This year is the year of celebration of our flagship giving program: the beloved, touted, often revered Cooperative Program. It has been our common and cooperative pool of funding that for 100 years has been divided among the state conventions, mission boards, seminaries, and smaller denominational entities.
It think someone had a CP cake in Nashville. I paid for part of it but didn’t get a piece.
It’s not like the centennial slipped up on us unawares; denominational leaders have had years to prepare for it. From my view in the SBC heartland the centennial consisted of a resolution, a nice photo op (probably with a crowd mostly paid with our funds while they were smiling), and the usual canned testimonials.
A few figures and notes:
- The CP has been consistently declining for about half of its life. My entire adult life as a member of SBC churches, seminarian, pastor, and retired pastor has been accompanied by a decline in CP giving.
- This fiscal year just ended the national CP declined by over $5 million, 2.69%.
- The past five years the national CP has declined each year but one and has settled, temporarily at $186.1 million. There is nothing in SBC life that leads me to think this trend will be reversed.
- Designated giving, often criticized as being non-cooperative, although we kept designated or societal giving as a part of the overall giving scheme from the start in 1925, has risen rather dramatically to over $200 million.
- In the past five years national CP has dropped by $6.8 million while designated giving has risen by $26.2 million. There is nothing confusing or unclear about this. Southern Baptists would prefer to give most of their national dollars directly to Lottie and Annie rather than dilute those through the SBC Allocation Budget.
The antidote preferred by denominational leaders to this slow but relentless decline of the CP seems to be: (1) Have people on the payroll do a lot of cheerleading (2) file a batch of testimonials which will totally ignore CP realities and issues, and (3) have some high profile SBC leaders lament the unfaithfulness of people in the pews for making mission spending decisions that move away from a cooperative/societal method to a societal/cooperative method. (Make a note here: we have never had a cooperative only system. The CP was part of a hybrid system. Find someone on the CP payroll who will acknowledge that.)
The least I expected on the SBC CP centennial celebration was some word from SBC headquarters (that’s Nashville, not Podunk Crossroads Baptist Church) that would indicate fresh thinking, new ideas, and a recognition of 21st century realities.
Nope.
The Cooperative Program is a great concept with inherent flaws: (1) It is a jobs program in part disconnected from the mission of the churches. (2) Those on the payroll want to stay on the payroll and that drives decisions rather than effectiveness in mission goals. (3) What is offered as sage commentary on the trends of our time as an explanation of the decline is more simply blame shifting to the churches and pews over declining giving. (4) Organizations will surround themselves with a cadre of supporters with the goal of perpetuating themselves. We have six seminaries, 41 state conventions, the ERLC, the Executive Committee and some smaller entities. Not much clamor for change among that bunch.
I took my first church in 1982. The SBC of today is much the same in regard to the Cooperative Program as it was in that year. There are some pastors who have taken their first church this year, 2025. Maybe ten percent of those will still be pastoring in 2065. I have no idea what the SBC will look like then or the Cooperative Program if it still exists.
Happy birthday, CP! I hope in your second century some new thinking, new vision, fresh ideas begin to emerge.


DIRECTIONS:
Leave out all pictures while repeating the records exactly and completely.

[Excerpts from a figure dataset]
■ ■ ■ ■ ■

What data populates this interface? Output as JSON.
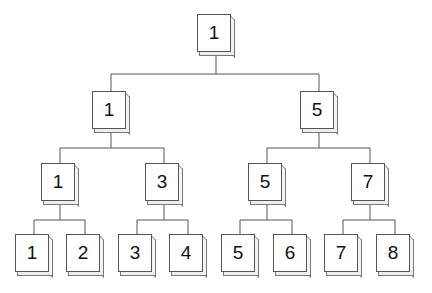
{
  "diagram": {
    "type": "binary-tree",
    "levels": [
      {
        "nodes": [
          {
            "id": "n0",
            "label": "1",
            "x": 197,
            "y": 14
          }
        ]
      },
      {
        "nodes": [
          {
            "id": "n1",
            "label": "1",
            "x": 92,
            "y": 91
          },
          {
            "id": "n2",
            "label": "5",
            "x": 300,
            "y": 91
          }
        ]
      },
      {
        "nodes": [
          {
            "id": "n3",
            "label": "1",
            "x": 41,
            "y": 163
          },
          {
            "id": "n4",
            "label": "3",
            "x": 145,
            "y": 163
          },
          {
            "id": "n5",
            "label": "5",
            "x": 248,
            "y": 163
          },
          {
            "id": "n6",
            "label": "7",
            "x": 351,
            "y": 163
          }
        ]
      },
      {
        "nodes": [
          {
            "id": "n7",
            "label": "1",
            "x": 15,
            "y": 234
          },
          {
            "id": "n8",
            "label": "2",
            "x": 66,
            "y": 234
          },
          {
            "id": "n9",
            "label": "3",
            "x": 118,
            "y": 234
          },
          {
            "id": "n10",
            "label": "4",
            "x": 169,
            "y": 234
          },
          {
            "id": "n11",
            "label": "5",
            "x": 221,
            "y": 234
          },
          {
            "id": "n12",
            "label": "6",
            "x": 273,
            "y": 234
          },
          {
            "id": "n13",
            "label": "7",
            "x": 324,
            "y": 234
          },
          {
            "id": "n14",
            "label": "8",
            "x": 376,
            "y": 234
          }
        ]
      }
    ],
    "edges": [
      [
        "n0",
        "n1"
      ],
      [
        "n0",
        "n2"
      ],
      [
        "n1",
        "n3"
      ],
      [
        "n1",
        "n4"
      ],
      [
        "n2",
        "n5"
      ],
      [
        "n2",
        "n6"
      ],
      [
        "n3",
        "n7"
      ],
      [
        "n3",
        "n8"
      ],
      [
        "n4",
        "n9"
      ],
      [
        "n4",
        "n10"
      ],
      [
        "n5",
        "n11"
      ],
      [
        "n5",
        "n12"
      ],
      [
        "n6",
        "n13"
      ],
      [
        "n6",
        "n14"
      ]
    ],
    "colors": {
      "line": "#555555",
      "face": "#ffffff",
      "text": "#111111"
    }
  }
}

■ ■ ■ ■ ■

RESULT FOR THIS EXERCISE:
What data populates this interface? Output as JSON.
{
  "diagram": {
    "type": "binary-tree",
    "levels": [
      {
        "nodes": [
          {
            "id": "n0",
            "label": "1",
            "x": 197,
            "y": 14
          }
        ]
      },
      {
        "nodes": [
          {
            "id": "n1",
            "label": "1",
            "x": 92,
            "y": 91
          },
          {
            "id": "n2",
            "label": "5",
            "x": 300,
            "y": 91
          }
        ]
      },
      {
        "nodes": [
          {
            "id": "n3",
            "label": "1",
            "x": 41,
            "y": 163
          },
          {
            "id": "n4",
            "label": "3",
            "x": 145,
            "y": 163
          },
          {
            "id": "n5",
            "label": "5",
            "x": 248,
            "y": 163
          },
          {
            "id": "n6",
            "label": "7",
            "x": 351,
            "y": 163
          }
        ]
      },
      {
        "nodes": [
          {
            "id": "n7",
            "label": "1",
            "x": 15,
            "y": 234
          },
          {
            "id": "n8",
            "label": "2",
            "x": 66,
            "y": 234
          },
          {
            "id": "n9",
            "label": "3",
            "x": 118,
            "y": 234
          },
          {
            "id": "n10",
            "label": "4",
            "x": 169,
            "y": 234
          },
          {
            "id": "n11",
            "label": "5",
            "x": 221,
            "y": 234
          },
          {
            "id": "n12",
            "label": "6",
            "x": 273,
            "y": 234
          },
          {
            "id": "n13",
            "label": "7",
            "x": 324,
            "y": 234
          },
          {
            "id": "n14",
            "label": "8",
            "x": 376,
            "y": 234
          }
        ]
      }
    ],
    "edges": [
      [
        "n0",
        "n1"
      ],
      [
        "n0",
        "n2"
      ],
      [
        "n1",
        "n3"
      ],
      [
        "n1",
        "n4"
      ],
      [
        "n2",
        "n5"
      ],
      [
        "n2",
        "n6"
      ],
      [
        "n3",
        "n7"
      ],
      [
        "n3",
        "n8"
      ],
      [
        "n4",
        "n9"
      ],
      [
        "n4",
        "n10"
      ],
      [
        "n5",
        "n11"
      ],
      [
        "n5",
        "n12"
      ],
      [
        "n6",
        "n13"
      ],
      [
        "n6",
        "n14"
      ]
    ],
    "colors": {
      "line": "#555555",
      "face": "#ffffff",
      "text": "#111111"
    }
  }
}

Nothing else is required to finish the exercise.